Coral reefs, nature’s most lively architecture, could come tumbling down and it could take millions of years for them to return, if carbon dioxide emissions aren’t cut quickly, scientists warned today.
The world’s oceans have absorbed 40 percent of the carbon dioxide emissions produced by humans in the industrial age, but that buffering is changing the chemistry of the oceans. Already, the acidity of ocean waters, which are generally basic, has shifted about 0.1 on the pH scale, or 10 percent, since pre-industrial times, and could get far more acidic by mid-century.
In a editorial in the journal Science, the researchers also noted that unlike CO2’s climate impacts, which vary between models to some extent, ocean acidification is based on basic chemistry and is nearly sure to occur if we continue burning fossil fuels, with disastrous consequences for some marine life.
“What we’re doing in the next decade could mean that for the next two million years, there are no coral reefs in the ocean,” said Ken Caldeira, a Stanford professor, and recent Wired profilee.
While most of the attention on the impacts of carbon dioxide emissions has focused on its ability to act as a greenhouse gas, that warms the earth’s climate, the changes CO2 emissions will bring to the world’s oceans are receiving increasing attention. The more CO2 in the atmosphere, the more of it that dissolves into surface ocean water. That small chemistry change could cause huge changes in marine biology.
Marine organisms, like coral, that build skeletons out of calcium could find themselves unable to do so. If current emissions trends continue over the next decade, the world’s marine creatures will be dealing with what’s essentially an alien ocean. The last time ocean conditions like those predicted for mid-century existed was long before humans walked the earth.
“I think in order to find something that is as extreme as what we continue to do this century, you have to go back to when the dinosaurs became extinct, 65 million years ago,” Caldeira said.
After the last acidification, it took two million years for coral reefs to recover. The Science paper called for lower CO2 emissions caps and for them to come quickly. Otherwise, he warned, the Great Barrier Reef and other structures like it will be destroyed and will take millions of years to return.
“Where a doubling of CO2 might seem like a realistic target from a climate perspective, but from an ocean chemistry perspective, it means changes that haven’t been seen in tens of millions of years.”
Unlike climate change, which Caldeira thinks could be partially counteracted through geoengineering, ocean acidification is a problem of a completely different scale. In the physics of climate change, he said, sulfur particles can have an outsized effect in counteracting the greenhouse effect induced by carbon dioxide. But ocean acidification, and the chemistry that underlies it, is fundamentally different.
“There’s no way around having a molecule-to-molecule response, so the scale of the solution ends up being the scale of the problem,” said Caldeira.
While some individual reefs could be preserved by various means, the broader problem appears difficult to geoengineer.
“At the scale of the whole ocean, I don’t think is anything simpler than transforming our entire energy system,” he concluded.
Alexis Madrigal, Wired News, 3 July 2008. Article.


*Task brief:*
All records are to be restated exactly, each line as it reads.

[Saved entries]
──────────
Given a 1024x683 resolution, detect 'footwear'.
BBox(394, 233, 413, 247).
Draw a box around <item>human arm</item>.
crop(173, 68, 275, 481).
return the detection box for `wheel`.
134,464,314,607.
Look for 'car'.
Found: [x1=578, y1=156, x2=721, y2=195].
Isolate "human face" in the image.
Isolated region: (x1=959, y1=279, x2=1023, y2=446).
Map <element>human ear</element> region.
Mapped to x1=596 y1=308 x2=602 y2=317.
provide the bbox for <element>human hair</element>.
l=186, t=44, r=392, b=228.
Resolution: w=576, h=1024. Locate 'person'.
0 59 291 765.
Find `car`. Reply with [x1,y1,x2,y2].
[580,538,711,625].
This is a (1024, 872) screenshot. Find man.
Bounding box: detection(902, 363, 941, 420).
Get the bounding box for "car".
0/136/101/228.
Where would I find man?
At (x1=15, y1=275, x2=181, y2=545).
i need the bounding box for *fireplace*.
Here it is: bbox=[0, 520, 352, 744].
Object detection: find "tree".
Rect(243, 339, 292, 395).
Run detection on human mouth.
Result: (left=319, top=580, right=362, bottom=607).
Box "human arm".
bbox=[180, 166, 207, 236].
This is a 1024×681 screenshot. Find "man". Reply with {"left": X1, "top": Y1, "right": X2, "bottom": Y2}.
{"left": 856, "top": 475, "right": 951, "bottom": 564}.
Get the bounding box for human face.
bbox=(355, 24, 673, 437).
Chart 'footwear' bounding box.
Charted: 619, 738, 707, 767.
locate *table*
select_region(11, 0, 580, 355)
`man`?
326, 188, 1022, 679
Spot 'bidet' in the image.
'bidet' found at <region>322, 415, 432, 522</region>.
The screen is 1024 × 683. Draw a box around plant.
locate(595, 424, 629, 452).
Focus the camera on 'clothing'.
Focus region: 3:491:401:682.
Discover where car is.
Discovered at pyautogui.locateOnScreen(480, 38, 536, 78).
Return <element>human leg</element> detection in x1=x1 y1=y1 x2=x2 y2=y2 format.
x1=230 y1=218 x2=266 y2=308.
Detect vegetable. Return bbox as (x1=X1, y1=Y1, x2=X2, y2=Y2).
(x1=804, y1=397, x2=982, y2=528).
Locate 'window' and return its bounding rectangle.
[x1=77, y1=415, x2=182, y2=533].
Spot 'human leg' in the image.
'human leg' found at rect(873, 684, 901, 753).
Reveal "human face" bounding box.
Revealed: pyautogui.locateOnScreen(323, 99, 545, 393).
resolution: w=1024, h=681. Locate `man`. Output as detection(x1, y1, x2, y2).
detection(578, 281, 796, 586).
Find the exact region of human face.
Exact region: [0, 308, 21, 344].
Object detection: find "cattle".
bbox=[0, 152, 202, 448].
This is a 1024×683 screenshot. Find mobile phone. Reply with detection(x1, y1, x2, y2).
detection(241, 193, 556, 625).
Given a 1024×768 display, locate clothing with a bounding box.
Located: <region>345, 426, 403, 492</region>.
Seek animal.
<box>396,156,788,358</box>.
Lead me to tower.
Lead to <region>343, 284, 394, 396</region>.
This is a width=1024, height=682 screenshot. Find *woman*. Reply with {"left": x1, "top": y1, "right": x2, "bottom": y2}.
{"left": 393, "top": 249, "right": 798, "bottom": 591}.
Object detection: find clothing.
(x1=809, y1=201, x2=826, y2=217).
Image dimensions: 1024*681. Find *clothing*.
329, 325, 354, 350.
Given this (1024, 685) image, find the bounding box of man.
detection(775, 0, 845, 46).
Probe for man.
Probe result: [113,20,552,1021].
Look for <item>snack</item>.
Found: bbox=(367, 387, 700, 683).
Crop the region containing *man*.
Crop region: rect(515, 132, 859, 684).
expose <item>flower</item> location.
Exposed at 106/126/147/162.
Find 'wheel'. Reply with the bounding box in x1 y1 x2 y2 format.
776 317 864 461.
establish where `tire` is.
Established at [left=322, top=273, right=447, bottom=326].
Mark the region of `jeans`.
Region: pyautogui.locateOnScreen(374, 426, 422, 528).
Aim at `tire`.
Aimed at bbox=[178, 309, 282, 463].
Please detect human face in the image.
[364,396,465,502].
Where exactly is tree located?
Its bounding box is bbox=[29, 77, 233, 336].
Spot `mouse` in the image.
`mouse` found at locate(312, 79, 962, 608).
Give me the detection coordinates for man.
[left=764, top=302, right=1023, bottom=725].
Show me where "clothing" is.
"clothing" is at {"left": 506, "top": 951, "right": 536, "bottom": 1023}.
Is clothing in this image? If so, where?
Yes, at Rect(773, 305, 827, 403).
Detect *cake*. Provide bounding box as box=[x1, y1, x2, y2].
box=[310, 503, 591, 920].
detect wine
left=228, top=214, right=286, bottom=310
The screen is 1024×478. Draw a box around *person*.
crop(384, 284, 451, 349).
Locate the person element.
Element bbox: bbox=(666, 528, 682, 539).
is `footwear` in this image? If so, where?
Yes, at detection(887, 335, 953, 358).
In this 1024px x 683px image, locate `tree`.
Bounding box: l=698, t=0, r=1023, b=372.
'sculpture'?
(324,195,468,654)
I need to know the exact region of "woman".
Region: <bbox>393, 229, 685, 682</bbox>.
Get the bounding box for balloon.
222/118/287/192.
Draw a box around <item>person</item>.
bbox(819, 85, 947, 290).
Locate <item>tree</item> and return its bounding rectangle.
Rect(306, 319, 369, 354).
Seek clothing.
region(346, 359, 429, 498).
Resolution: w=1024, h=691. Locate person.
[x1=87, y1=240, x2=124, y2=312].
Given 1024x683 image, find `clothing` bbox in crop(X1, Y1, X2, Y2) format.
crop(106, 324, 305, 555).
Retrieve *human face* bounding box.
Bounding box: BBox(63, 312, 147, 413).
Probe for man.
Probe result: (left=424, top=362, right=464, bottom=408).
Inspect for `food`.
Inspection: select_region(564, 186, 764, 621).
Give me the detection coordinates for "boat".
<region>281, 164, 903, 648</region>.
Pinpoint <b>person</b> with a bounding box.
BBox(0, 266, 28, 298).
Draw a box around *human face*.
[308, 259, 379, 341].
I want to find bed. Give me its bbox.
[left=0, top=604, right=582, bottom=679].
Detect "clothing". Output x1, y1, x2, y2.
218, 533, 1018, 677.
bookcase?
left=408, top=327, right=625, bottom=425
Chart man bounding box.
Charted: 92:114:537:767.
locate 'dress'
──────────
*Answer below:*
Given a 1024x683 resolution, detect 'footwear'.
BBox(394, 233, 413, 247).
Draw a box around <item>human arm</item>.
crop(173, 68, 275, 481).
return the detection box for `wheel`.
134,464,314,607.
Look for 'car'.
Found: [x1=578, y1=156, x2=721, y2=195].
Isolate "human face" in the image.
Isolated region: (x1=959, y1=279, x2=1023, y2=446).
Map <element>human ear</element> region.
Mapped to x1=596 y1=308 x2=602 y2=317.
provide the bbox for <element>human hair</element>.
l=186, t=44, r=392, b=228.
Resolution: w=576, h=1024. Locate 'person'.
0 59 291 765.
Find `car`. Reply with [x1,y1,x2,y2].
[580,538,711,625].
This is a (1024, 872) screenshot. Find man.
Bounding box: detection(902, 363, 941, 420).
Get the bounding box for "car".
0/136/101/228.
Where would I find man?
At (x1=15, y1=275, x2=181, y2=545).
i need the bounding box for *fireplace*.
Here it is: bbox=[0, 520, 352, 744].
Object detection: find "tree".
Rect(243, 339, 292, 395).
Run detection on human mouth.
Result: (left=319, top=580, right=362, bottom=607).
Box "human arm".
bbox=[180, 166, 207, 236].
This is a 1024×681 screenshot. Find "man". Reply with {"left": X1, "top": Y1, "right": X2, "bottom": Y2}.
{"left": 856, "top": 475, "right": 951, "bottom": 564}.
Get the bounding box for human face.
bbox=(355, 24, 673, 437).
Chart 'footwear' bounding box.
Charted: 619, 738, 707, 767.
locate *table*
select_region(11, 0, 580, 355)
`man`?
326, 188, 1022, 679
Spot 'bidet' in the image.
'bidet' found at <region>322, 415, 432, 522</region>.
The screen is 1024 × 683. Draw a box around plant.
locate(595, 424, 629, 452).
Focus the camera on 'clothing'.
Focus region: 3:491:401:682.
Discover where car is.
Discovered at pyautogui.locateOnScreen(480, 38, 536, 78).
Return <element>human leg</element> detection in x1=x1 y1=y1 x2=x2 y2=y2 format.
x1=230 y1=218 x2=266 y2=308.
Detect vegetable. Return bbox as (x1=X1, y1=Y1, x2=X2, y2=Y2).
(x1=804, y1=397, x2=982, y2=528).
Locate 'window' and return its bounding rectangle.
[x1=77, y1=415, x2=182, y2=533].
Spot 'human leg' in the image.
'human leg' found at rect(873, 684, 901, 753).
Reveal "human face" bounding box.
Revealed: pyautogui.locateOnScreen(323, 99, 545, 393).
resolution: w=1024, h=681. Locate `man`. Output as detection(x1, y1, x2, y2).
detection(578, 281, 796, 586).
Find the exact region of human face.
Exact region: [0, 308, 21, 344].
Object detection: find "cattle".
bbox=[0, 152, 202, 448].
This is a 1024×683 screenshot. Find mobile phone. Reply with detection(x1, y1, x2, y2).
detection(241, 193, 556, 625).
Given a 1024×768 display, locate clothing with a bounding box.
Located: <region>345, 426, 403, 492</region>.
Seek animal.
<box>396,156,788,358</box>.
Lead me to tower.
Lead to <region>343, 284, 394, 396</region>.
This is a width=1024, height=682 screenshot. Find *woman*. Reply with {"left": x1, "top": y1, "right": x2, "bottom": y2}.
{"left": 393, "top": 249, "right": 798, "bottom": 591}.
Object detection: find clothing.
(x1=809, y1=201, x2=826, y2=217).
Image dimensions: 1024*681. Find *clothing*.
329, 325, 354, 350.
Given this (1024, 685) image, find the bounding box of man.
detection(775, 0, 845, 46).
Probe for man.
Probe result: [113,20,552,1021].
Look for <item>snack</item>.
Found: bbox=(367, 387, 700, 683).
Crop the region containing *man*.
Crop region: rect(515, 132, 859, 684).
expose <item>flower</item> location.
Exposed at 106/126/147/162.
Find 'wheel'. Reply with the bounding box in x1 y1 x2 y2 format.
776 317 864 461.
establish where `tire` is.
Established at [left=322, top=273, right=447, bottom=326].
Mark the region of `jeans`.
Region: pyautogui.locateOnScreen(374, 426, 422, 528).
Aim at `tire`.
Aimed at bbox=[178, 309, 282, 463].
Please detect human face in the image.
[364,396,465,502].
Where exactly is tree located?
Its bounding box is bbox=[29, 77, 233, 336].
Spot `mouse` in the image.
`mouse` found at locate(312, 79, 962, 608).
Give me the detection coordinates for man.
[left=764, top=302, right=1023, bottom=725].
Show me where "clothing" is.
"clothing" is at {"left": 506, "top": 951, "right": 536, "bottom": 1023}.
Is clothing in this image? If so, where?
Yes, at Rect(773, 305, 827, 403).
Detect *cake*. Provide bounding box as box=[x1, y1, x2, y2].
box=[310, 503, 591, 920].
detect wine
left=228, top=214, right=286, bottom=310
The screen is 1024×478. Draw a box around *person*.
crop(384, 284, 451, 349).
Locate the person element.
Element bbox: bbox=(666, 528, 682, 539).
is `footwear` in this image? If so, where?
Yes, at detection(887, 335, 953, 358).
In this 1024px x 683px image, locate `tree`.
Bounding box: l=698, t=0, r=1023, b=372.
'sculpture'?
(324,195,468,654)
I need to know the exact region of "woman".
Region: <bbox>393, 229, 685, 682</bbox>.
Get the bounding box for balloon.
222/118/287/192.
Draw a box around <item>person</item>.
bbox(819, 85, 947, 290).
Locate <item>tree</item> and return its bounding rectangle.
Rect(306, 319, 369, 354).
Seek clothing.
region(346, 359, 429, 498).
Resolution: w=1024, h=691. Locate person.
[x1=87, y1=240, x2=124, y2=312].
Given 1024x683 image, find `clothing` bbox in crop(X1, Y1, X2, Y2) format.
crop(106, 324, 305, 555).
Retrieve *human face* bounding box.
Bounding box: BBox(63, 312, 147, 413).
Probe for man.
Probe result: (left=424, top=362, right=464, bottom=408).
Inspect for `food`.
Inspection: select_region(564, 186, 764, 621).
Give me the detection coordinates for "boat".
<region>281, 164, 903, 648</region>.
Pinpoint <b>person</b> with a bounding box.
BBox(0, 266, 28, 298).
Draw a box around *human face*.
[308, 259, 379, 341].
I want to find bed. Give me its bbox.
[left=0, top=604, right=582, bottom=679].
Detect "clothing". Output x1, y1, x2, y2.
218, 533, 1018, 677.
bookcase?
left=408, top=327, right=625, bottom=425
Chart man bounding box.
Charted: 92:114:537:767.
locate 'dress'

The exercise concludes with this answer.